I don’t want to nag my daughter. I cherish when she comes to me and asks, “How do these shorts look with this shirt?” or “Do you think I should get bangs?” I don’t want to push her away.
When I have those nightmares, that she is running away from me down the street, or a tsunami is about to crash on her, or she is not waiting where we were supposed to meet, I think about how she mostly comes to me for advice on her looks. I am thinking how these questions might be a cover for something deeper. That she, too, might be lost and spinning.

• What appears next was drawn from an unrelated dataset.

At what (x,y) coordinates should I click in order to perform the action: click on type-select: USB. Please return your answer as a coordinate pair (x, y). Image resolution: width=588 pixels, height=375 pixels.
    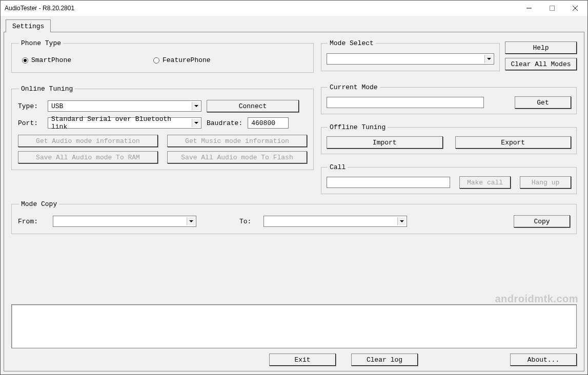
    Looking at the image, I should click on (125, 106).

And I think of how many poems I created out of that spinning place. The terror of the tsunami. The time after it has crashed. The lonely streets you wait on. The cars you get into. Learning to walk again on your own road after the cars are gone. Learning to drive your own car, on roads you yourself choose to drive upon.
I know she has to grow away from me. But I want her to return to me, tell me stories of where she’s been and that the roads she rode were those she chose instead of being driven.
~
I invite you to write an essay or a short story (800-1000 words) about the relationship between a mother and a child during adolescence to be published in the next “Birthing the Mother Writer” column. Please email your submission to birthingmotherwriter[AT]gmail[dot]com by June 10th. Be sure to put “Birthing the Mother Writer: 4” in the subject line, include a brief bio and place the text and of your piece and your bio in the body of the email. By sending in your submission, you agree that your piece, if chosen for publication, may receive gentle suggestions for revision from Cassie Premo Steele (many people feel this is the best part of the process!), and you also agree to revise and submit a new version for publication within two weeks.
4 replies on “A Dozen Years”
Love this! My daughter will be thirteen next week.
Well said. Makes me a little worried, but also fills me with giddy anticipation. I am expecting our little girl’s debut in October. We have a long way to go until she is 12, and sadly times will have changed even more. Hopefully we will be able to surround her with enough love and nurture her soul into the secure woman I hope for her to be one day. Thank you for sharing.
i recognize this place of wanting to hold them close while they’re longing to run, run, run…we’re on the precipice. i know it’s coming and like you, i want her to fly home, rest her head in my lap and tell me of her adventures.
So beautiful!
I received this parenting advice recently from mother I adore, whose three kids are grown: “Your pre-teen and teenager needs you to be there so she can push you away.”
I think your post sums this up so well.